*** Begin section ***
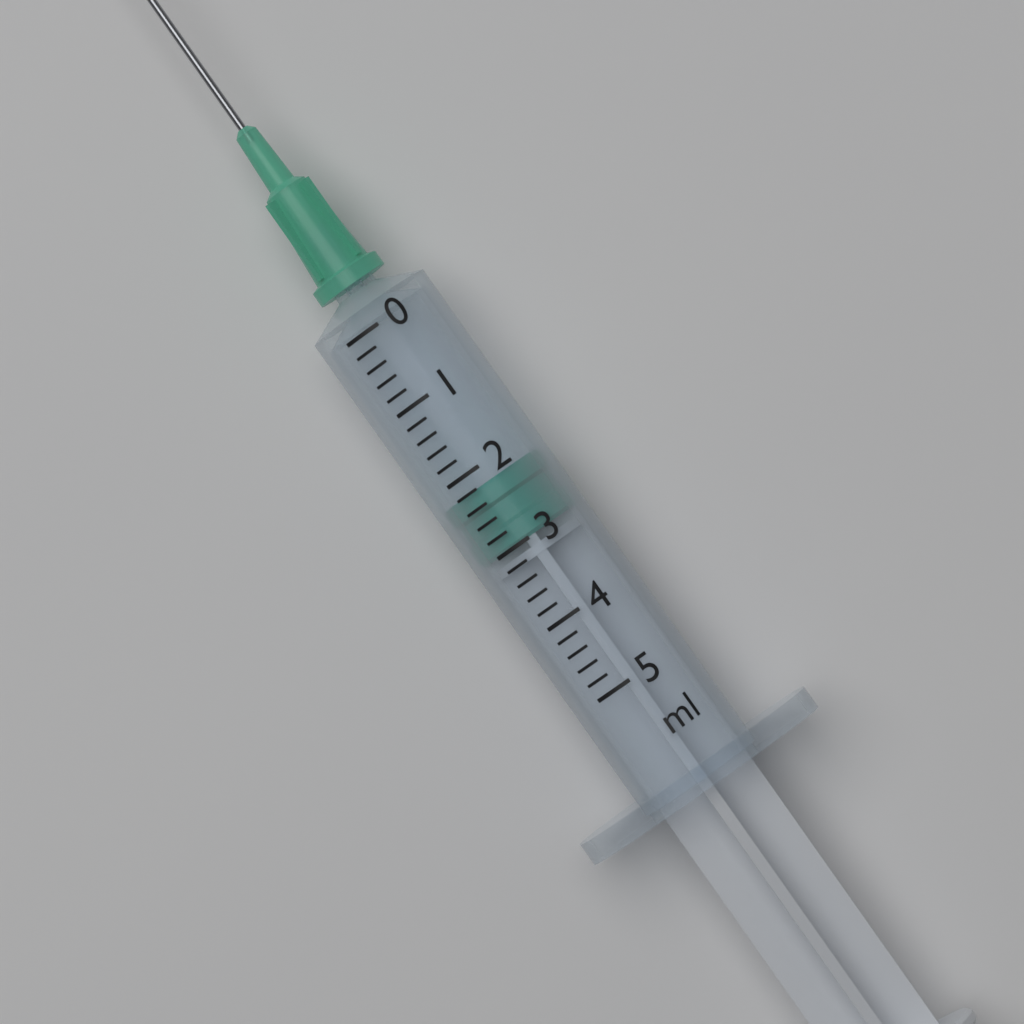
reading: 2.2 ml
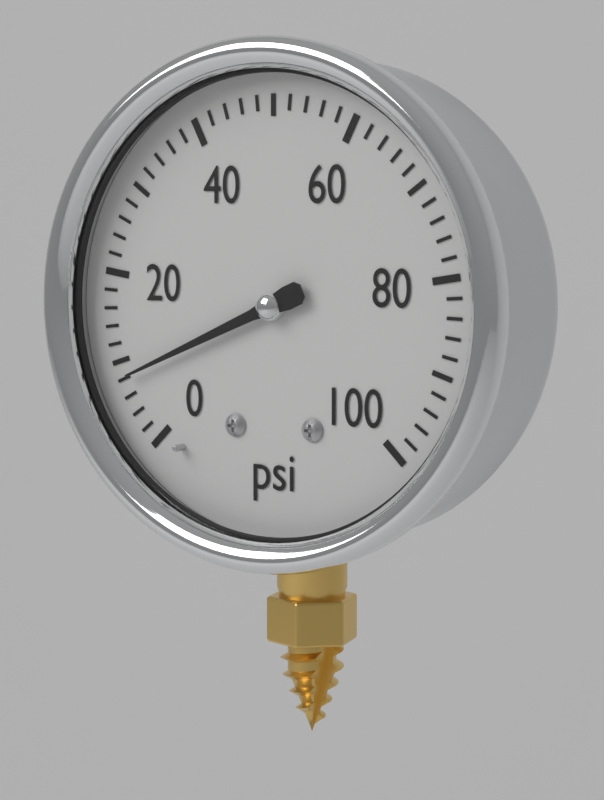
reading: 8 psi
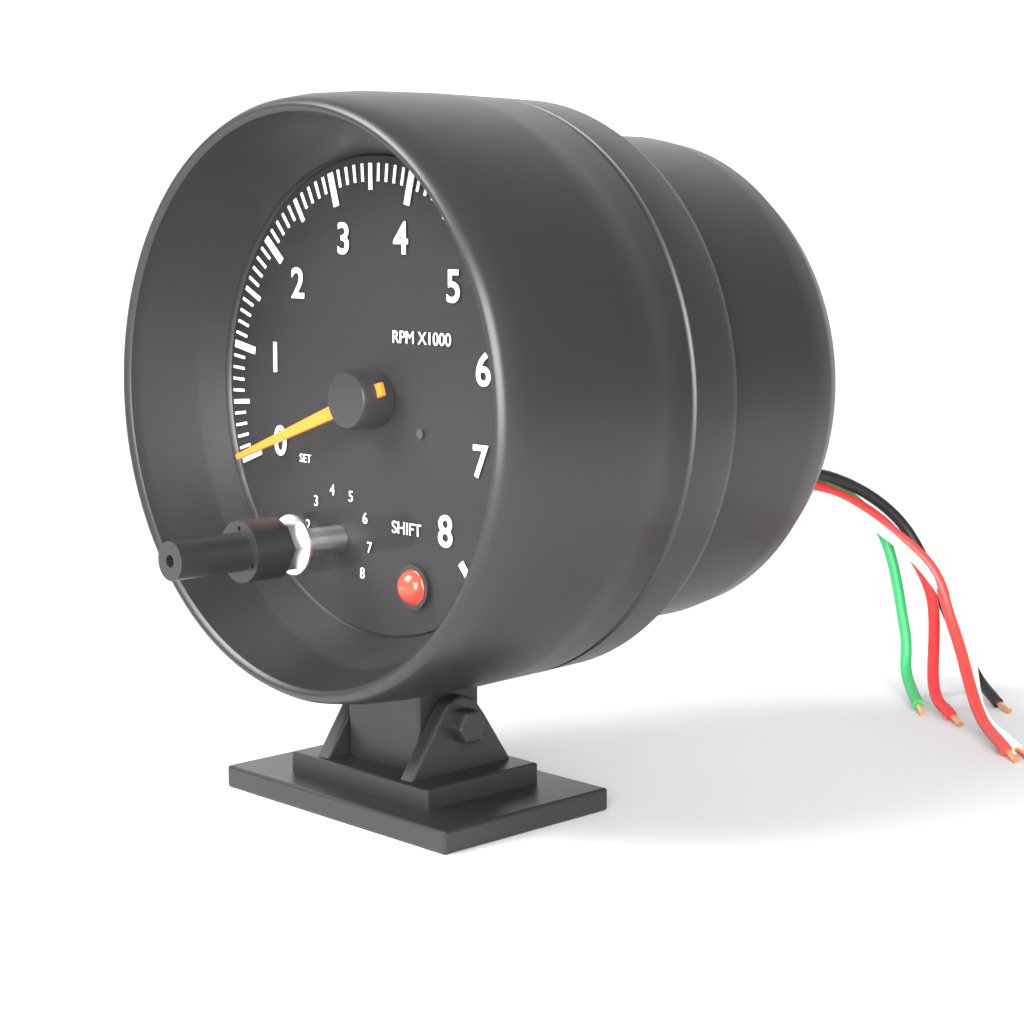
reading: 0 RPM
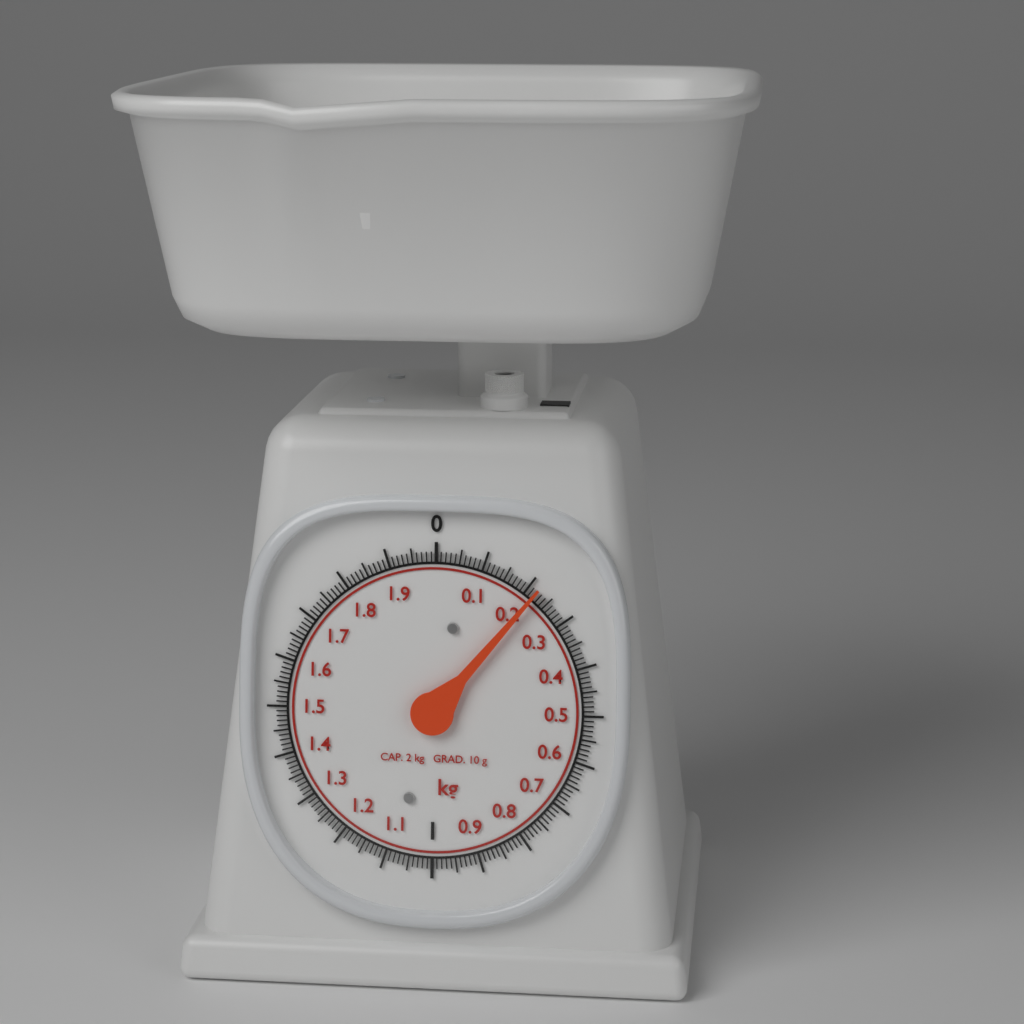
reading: 0.22 kg
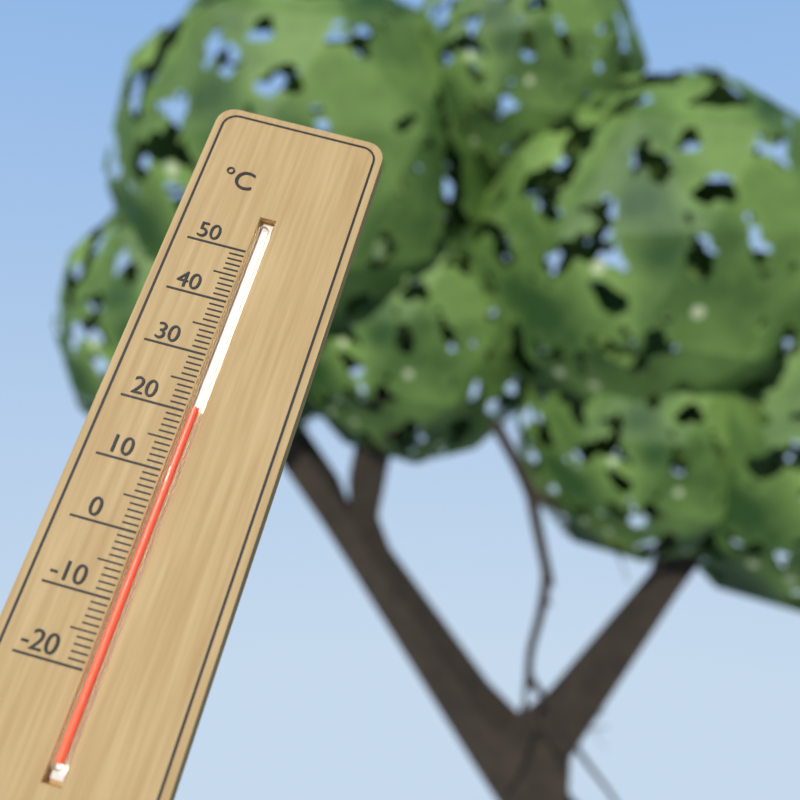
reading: 21 °C
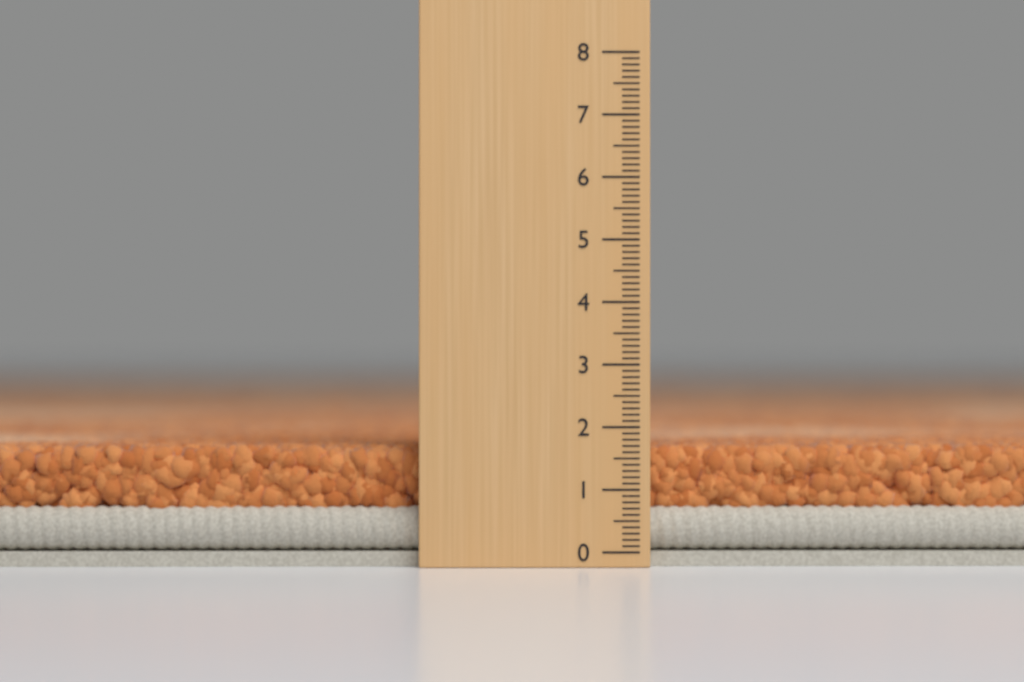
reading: 1.7 (no unit)
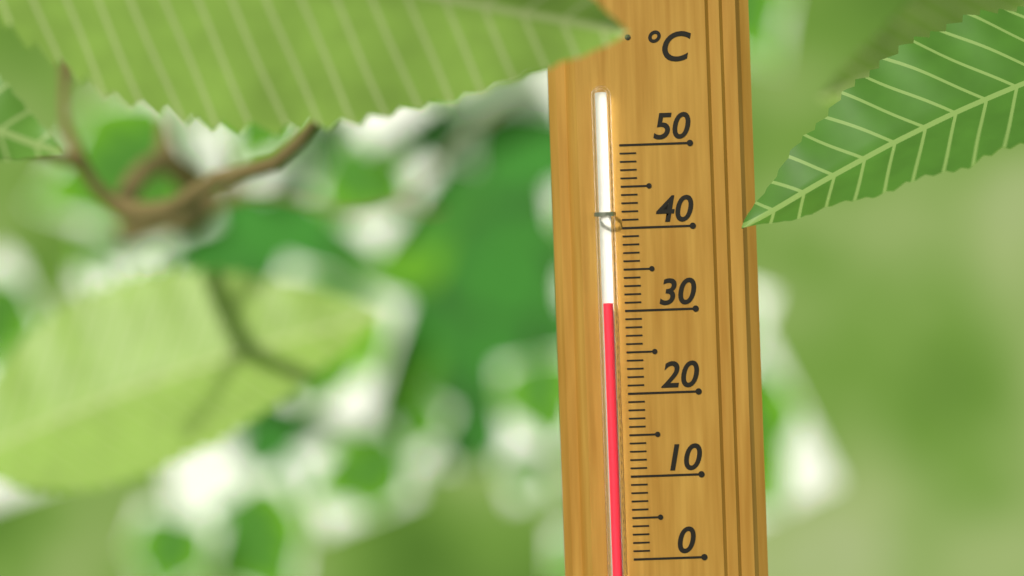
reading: 31 °C
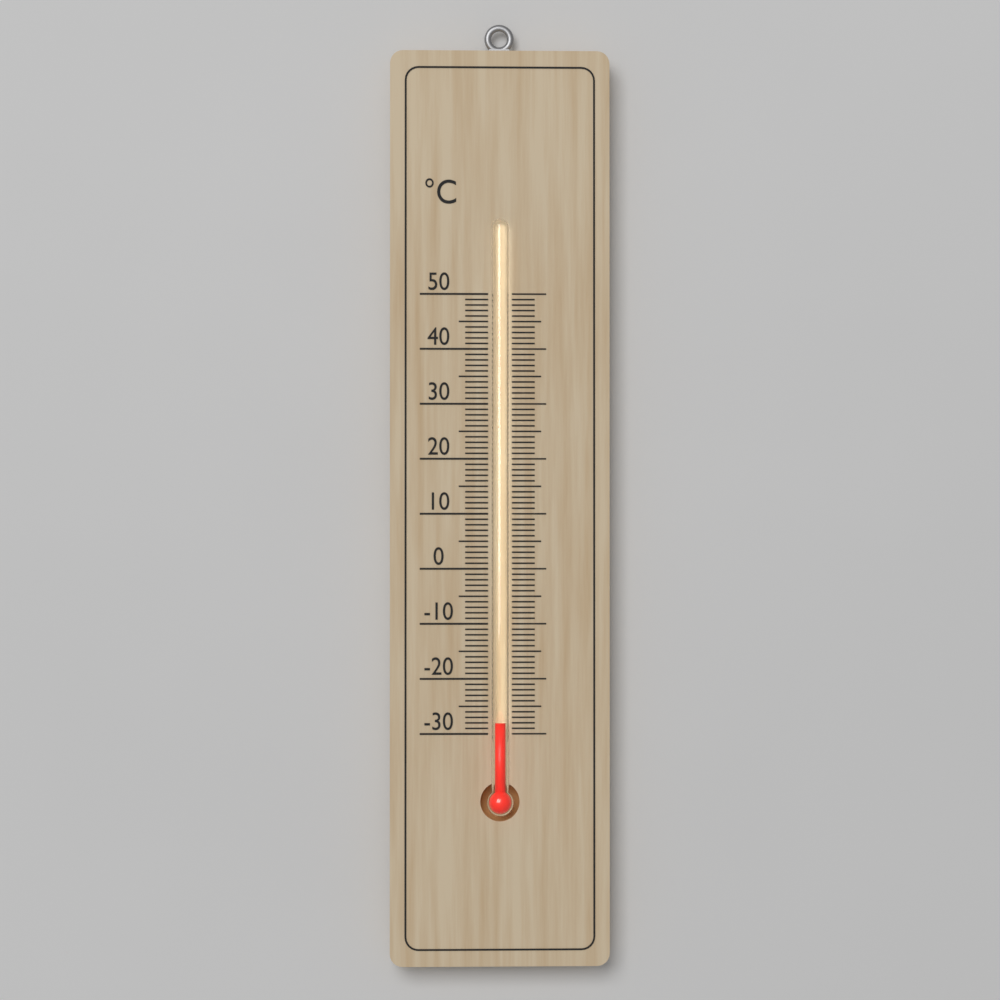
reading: -28 °C
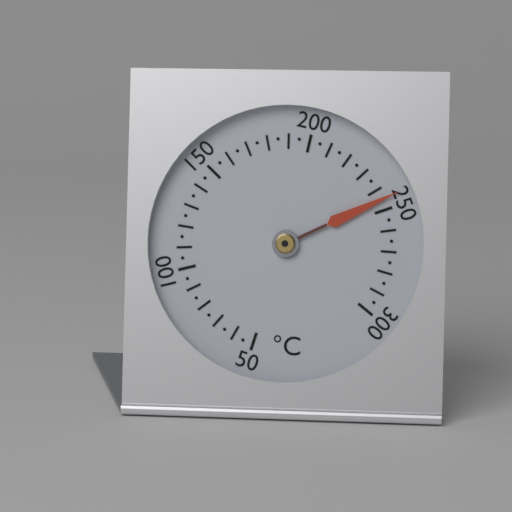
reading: 245 °C
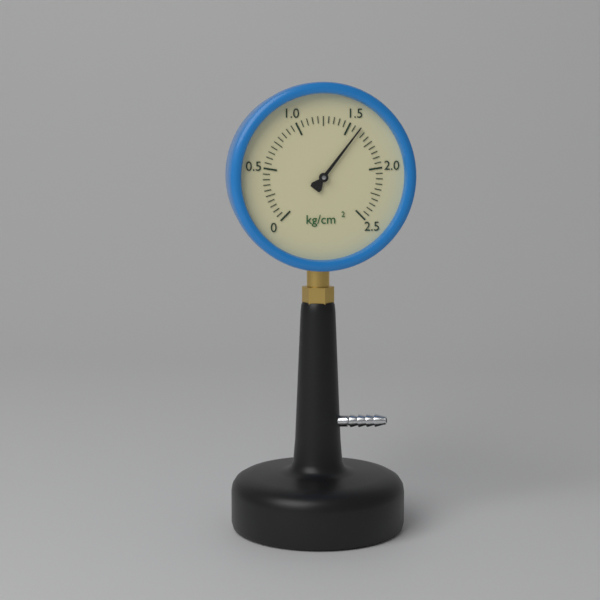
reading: 1.60 kg/cm²
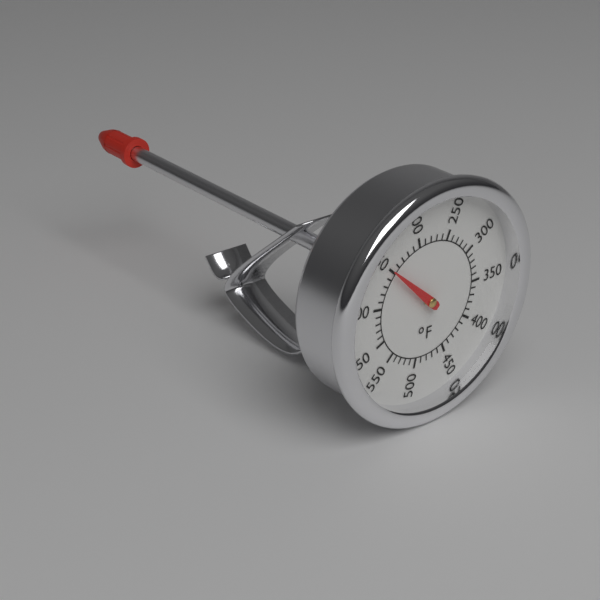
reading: 150 °F
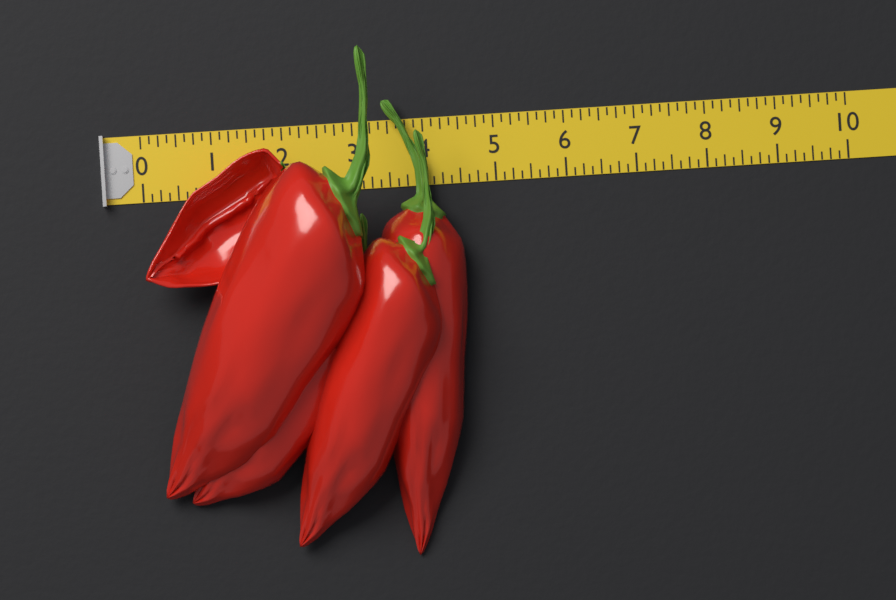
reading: 4.500 (no unit)
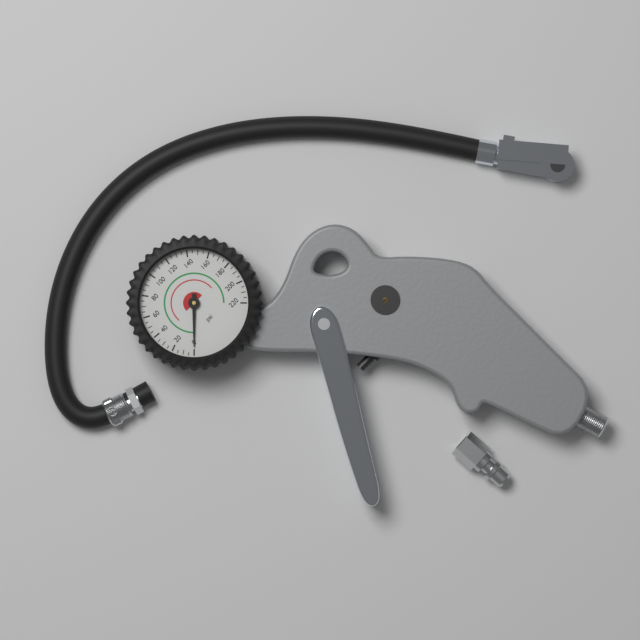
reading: 0 psi
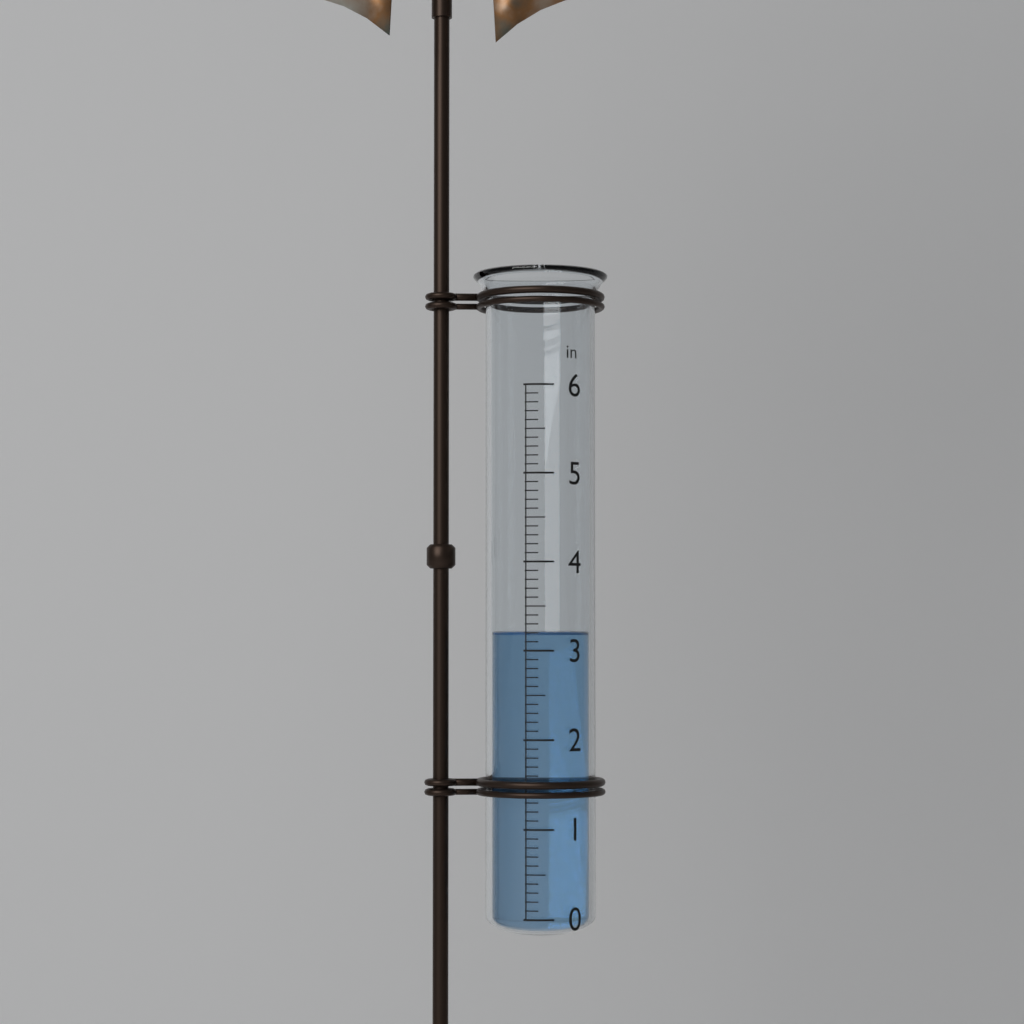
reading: 3.2 in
*** End section ***
Exercise prompt =
Transcribe each entry precisely as given, leaving the pictures out.

Exercise output =
reading: 2.2 ml
reading: 8 psi
reading: 0 RPM
reading: 0.22 kg
reading: 21 °C
reading: 1.7 (no unit)
reading: 31 °C
reading: -28 °C
reading: 245 °C
reading: 1.60 kg/cm²
reading: 150 °F
reading: 4.500 (no unit)
reading: 0 psi
reading: 3.2 in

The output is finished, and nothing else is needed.